Crossing the Rubicon: The Shaping of India's New Foreign Policy
Mohan, a New Delhi-based journalist, has written a well-researched and thoughtful account of the Indian government's reshaping of its policy orientations in the wake of the collapse of the Soviet Union and the end of the Cold War. The leadership had to drop its commitment to a planned economy, its support of the Nonaligned Movement (tilted toward Moscow), and its tendency to demonize the West. But just how far India had gone in abandoning old policies and embracing globalization and capitalism became clear only on September 12, 2001, when Prime Minister Atal Bihari Vajpayee offered President Bush India's full political and logistical support in the war on terrorism. Mohan sets out to explain how India managed this transformation, with behind-the-scenes description of India's leadership reexamining its policies-which had left India far behind China (and most of the rest of eastern Asia) in terms of both economic growth and geopolitical influence-and adopting a new approach. His analysis treats India as a coherent, unitary international actor, attributing almost no importance to the domestic divisions and party differences that others see as central to India's policy choices.
Related
There is no major political system today about which we have less data and fewer meaningful facts than that of Communist China. Yet decisions which will shape our diplomacy, and more concretely our military establishment, for years ahead must be made in the light of what we now surmise to be the Chinese people's character and dynamics. Inescapably we fall back upon abstractions and gross generalizations.
The West often ascribes mystery and chaos to political and economic power in Japan. Yet Japanese power is actually a carefully structured hierarchy, and the capstone is neither big business nor the Ministry of International Trade and Industry but the little-understood and low-profile Ministry of Finance. The MOF controls Japan's equivalents of the U.S. Federal Reserve, Treasury Department, Internal Revenue Service, and Federal Deposit Insurance Corporation. It is the prime mover behind Japan's savings rate, distribution of overseas aid, and regulation of monopolies. However obscure, it may well be the most powerful bureaucracy in the world.
Ichiro Ozawa, a former power broker in the Liberal Democratic Party, has become a seminal figure of Japan's reform movement. A leader of the up-and-coming New Frontier Party, in 1993 he wrote an influential bestseller, Blueprint for a New Japan, that helped define the national debates over democratic reform, social issues, and foreign policy. He views himself as Meiji-type leader, trying to awaken Japan to the changes in the outside world. But many of the Japanese are wary of the savvy backroom dealmaker. In any case, his views are helping chart Japan's diplomatic course: a more engaged global role coupled with a resilient U.S. partnership.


> **TASK TO CARRY OUT**:
The answer must be every line from the entries below that contains "base".

> **DATA SHOWN**:
____________________
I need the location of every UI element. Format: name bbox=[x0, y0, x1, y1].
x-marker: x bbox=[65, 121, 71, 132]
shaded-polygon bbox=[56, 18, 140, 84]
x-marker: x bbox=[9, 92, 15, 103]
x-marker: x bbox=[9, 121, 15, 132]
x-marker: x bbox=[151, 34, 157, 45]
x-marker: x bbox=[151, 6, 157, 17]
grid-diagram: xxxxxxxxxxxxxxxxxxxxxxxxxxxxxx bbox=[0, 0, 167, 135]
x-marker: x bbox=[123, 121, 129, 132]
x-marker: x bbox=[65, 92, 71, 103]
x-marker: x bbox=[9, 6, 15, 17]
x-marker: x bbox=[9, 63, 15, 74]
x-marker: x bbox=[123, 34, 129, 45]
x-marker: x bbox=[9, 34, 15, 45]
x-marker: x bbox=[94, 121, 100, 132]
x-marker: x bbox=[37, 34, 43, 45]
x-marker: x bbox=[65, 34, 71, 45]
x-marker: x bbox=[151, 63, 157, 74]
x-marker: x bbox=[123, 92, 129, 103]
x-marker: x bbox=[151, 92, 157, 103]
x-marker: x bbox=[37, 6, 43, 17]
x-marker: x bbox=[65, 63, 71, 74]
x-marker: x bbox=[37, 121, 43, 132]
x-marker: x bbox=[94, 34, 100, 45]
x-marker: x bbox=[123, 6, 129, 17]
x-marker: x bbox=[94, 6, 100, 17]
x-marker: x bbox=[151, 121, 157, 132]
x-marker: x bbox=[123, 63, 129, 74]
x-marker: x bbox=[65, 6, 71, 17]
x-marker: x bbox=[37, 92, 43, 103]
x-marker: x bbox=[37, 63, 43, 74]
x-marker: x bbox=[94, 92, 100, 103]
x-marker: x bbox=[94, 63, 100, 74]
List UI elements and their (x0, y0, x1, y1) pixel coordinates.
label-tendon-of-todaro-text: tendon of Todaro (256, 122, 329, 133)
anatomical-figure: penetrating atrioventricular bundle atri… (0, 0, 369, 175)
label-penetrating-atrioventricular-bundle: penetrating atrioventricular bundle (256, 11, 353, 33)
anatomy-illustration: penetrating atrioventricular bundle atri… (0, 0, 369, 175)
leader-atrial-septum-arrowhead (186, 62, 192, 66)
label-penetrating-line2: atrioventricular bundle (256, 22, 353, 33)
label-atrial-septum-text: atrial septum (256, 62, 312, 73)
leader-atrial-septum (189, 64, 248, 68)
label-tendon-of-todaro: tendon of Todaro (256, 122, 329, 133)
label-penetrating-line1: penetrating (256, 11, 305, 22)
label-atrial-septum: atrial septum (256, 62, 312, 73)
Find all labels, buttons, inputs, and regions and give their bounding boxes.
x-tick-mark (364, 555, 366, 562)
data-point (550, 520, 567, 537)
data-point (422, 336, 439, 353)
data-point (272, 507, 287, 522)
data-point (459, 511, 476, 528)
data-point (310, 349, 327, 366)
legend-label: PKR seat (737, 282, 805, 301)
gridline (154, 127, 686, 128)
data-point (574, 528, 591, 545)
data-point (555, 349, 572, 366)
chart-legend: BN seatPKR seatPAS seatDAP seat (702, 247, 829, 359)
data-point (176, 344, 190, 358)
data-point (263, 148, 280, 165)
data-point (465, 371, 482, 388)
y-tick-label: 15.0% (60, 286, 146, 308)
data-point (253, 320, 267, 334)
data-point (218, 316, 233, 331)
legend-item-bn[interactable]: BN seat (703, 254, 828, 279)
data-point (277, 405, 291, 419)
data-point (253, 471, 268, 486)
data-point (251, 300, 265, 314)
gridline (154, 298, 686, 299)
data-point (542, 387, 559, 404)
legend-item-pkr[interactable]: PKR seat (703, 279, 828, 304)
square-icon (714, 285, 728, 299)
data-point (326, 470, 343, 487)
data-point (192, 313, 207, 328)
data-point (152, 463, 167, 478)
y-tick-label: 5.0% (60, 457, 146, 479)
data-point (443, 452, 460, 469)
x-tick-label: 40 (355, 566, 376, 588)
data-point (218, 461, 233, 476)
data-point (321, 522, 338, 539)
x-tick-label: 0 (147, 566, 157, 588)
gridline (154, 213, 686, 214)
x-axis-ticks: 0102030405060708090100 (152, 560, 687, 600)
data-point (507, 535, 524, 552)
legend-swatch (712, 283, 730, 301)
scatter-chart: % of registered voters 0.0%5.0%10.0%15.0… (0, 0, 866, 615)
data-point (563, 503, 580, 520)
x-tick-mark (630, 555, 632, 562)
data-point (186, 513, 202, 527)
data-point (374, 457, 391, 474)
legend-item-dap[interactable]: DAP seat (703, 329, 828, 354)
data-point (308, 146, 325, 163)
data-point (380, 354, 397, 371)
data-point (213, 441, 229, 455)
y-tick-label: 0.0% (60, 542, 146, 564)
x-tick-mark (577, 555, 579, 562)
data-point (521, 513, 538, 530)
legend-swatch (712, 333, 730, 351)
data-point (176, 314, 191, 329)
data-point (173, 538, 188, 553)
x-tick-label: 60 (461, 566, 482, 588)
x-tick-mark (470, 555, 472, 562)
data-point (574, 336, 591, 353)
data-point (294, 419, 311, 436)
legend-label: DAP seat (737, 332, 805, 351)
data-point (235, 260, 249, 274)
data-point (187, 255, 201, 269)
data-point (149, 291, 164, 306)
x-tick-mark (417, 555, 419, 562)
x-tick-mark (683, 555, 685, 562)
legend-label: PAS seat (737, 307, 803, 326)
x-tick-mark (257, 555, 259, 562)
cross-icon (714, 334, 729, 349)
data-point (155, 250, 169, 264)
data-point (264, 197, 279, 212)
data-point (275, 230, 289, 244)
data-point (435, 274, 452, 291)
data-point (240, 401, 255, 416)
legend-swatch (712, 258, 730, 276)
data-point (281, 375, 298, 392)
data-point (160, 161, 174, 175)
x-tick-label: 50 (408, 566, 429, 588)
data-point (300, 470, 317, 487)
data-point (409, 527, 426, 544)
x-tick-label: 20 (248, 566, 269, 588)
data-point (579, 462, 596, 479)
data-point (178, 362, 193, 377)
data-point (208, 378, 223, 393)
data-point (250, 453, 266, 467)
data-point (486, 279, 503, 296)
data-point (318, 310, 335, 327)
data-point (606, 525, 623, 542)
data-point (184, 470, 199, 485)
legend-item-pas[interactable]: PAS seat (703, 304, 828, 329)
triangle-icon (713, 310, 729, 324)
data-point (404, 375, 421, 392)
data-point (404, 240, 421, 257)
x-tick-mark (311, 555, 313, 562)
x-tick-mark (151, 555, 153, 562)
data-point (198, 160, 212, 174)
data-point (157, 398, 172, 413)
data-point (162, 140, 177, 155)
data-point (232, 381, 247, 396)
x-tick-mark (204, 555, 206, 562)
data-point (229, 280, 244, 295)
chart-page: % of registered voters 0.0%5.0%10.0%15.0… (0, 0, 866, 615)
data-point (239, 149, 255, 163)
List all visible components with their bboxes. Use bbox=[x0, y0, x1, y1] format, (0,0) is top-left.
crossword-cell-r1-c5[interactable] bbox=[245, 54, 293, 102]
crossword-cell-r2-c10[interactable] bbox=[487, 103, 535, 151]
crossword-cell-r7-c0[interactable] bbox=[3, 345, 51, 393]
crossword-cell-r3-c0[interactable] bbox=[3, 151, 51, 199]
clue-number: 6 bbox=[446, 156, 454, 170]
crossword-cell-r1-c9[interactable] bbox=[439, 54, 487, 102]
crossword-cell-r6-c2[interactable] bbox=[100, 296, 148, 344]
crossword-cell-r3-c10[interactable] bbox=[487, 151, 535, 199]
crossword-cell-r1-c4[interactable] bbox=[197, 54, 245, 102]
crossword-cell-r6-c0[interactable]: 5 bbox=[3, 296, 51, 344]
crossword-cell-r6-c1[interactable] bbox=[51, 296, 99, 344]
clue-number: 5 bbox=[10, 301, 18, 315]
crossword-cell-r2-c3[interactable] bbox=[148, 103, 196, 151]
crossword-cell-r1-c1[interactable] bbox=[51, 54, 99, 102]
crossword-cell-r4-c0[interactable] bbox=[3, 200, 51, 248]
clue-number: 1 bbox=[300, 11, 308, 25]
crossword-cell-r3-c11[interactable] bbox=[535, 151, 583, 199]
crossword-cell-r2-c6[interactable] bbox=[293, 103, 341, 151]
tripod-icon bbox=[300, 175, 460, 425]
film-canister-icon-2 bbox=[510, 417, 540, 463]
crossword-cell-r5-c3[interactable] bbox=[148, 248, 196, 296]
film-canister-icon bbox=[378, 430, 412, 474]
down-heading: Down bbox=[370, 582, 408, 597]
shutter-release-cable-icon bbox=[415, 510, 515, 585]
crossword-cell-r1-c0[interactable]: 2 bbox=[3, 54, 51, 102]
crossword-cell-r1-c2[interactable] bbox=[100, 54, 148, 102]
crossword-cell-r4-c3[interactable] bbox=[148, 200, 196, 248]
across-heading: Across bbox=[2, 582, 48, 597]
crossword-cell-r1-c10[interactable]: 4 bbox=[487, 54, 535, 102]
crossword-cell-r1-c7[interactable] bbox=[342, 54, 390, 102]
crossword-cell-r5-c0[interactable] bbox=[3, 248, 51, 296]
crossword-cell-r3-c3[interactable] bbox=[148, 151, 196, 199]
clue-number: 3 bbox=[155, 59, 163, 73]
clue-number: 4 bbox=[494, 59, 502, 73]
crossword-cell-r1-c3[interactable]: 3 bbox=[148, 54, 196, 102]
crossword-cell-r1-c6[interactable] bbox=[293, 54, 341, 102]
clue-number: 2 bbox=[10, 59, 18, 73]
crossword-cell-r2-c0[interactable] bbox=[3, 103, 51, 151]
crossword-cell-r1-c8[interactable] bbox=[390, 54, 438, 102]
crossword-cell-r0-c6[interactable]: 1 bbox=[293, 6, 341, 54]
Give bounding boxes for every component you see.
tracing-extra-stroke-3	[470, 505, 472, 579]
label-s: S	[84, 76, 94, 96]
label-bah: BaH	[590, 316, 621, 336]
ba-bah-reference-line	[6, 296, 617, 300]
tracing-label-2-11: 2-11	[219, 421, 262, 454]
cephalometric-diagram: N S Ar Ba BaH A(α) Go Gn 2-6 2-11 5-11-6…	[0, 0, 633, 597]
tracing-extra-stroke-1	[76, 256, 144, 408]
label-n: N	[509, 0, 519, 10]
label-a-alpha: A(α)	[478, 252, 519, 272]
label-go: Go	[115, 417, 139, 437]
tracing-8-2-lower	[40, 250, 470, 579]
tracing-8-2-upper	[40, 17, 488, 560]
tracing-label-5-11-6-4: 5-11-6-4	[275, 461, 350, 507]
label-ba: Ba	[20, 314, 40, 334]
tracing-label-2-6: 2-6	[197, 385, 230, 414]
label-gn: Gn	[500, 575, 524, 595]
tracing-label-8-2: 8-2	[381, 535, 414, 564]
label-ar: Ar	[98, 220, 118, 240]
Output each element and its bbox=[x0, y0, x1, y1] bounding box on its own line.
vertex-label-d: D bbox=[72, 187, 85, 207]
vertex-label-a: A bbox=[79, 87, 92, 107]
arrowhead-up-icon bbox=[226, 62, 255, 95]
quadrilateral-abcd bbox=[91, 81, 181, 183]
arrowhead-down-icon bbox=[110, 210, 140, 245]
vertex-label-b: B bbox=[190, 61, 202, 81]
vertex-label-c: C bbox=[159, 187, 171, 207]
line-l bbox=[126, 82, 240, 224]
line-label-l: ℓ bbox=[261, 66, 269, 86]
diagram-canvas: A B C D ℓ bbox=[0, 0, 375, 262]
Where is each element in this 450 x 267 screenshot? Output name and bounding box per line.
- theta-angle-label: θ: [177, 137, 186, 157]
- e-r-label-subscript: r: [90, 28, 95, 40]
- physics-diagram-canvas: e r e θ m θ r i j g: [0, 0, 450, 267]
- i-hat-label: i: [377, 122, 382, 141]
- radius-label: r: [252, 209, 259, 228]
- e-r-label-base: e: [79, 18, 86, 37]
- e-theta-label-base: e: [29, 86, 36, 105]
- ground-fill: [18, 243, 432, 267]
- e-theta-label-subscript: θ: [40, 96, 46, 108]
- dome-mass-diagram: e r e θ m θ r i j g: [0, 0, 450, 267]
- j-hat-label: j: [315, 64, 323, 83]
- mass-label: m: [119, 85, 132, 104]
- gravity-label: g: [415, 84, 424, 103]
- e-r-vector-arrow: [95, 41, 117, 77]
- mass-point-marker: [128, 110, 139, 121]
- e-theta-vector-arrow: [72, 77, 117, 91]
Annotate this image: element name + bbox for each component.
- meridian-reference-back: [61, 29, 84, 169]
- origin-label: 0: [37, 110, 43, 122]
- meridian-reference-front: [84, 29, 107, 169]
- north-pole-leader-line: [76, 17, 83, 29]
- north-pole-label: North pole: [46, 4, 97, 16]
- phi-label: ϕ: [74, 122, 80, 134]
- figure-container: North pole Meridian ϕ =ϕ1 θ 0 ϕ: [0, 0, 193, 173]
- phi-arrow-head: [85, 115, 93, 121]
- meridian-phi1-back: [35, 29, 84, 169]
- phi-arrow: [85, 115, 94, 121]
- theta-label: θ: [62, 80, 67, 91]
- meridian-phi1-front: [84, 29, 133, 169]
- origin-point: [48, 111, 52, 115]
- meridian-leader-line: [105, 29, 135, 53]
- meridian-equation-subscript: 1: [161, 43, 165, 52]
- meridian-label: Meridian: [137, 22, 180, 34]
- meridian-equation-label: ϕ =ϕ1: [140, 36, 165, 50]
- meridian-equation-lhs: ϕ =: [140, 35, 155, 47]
____________________
> **YOUR SOLUTION**:
- e-r-label-base: e: [79, 18, 86, 37]
- e-theta-label-base: e: [29, 86, 36, 105]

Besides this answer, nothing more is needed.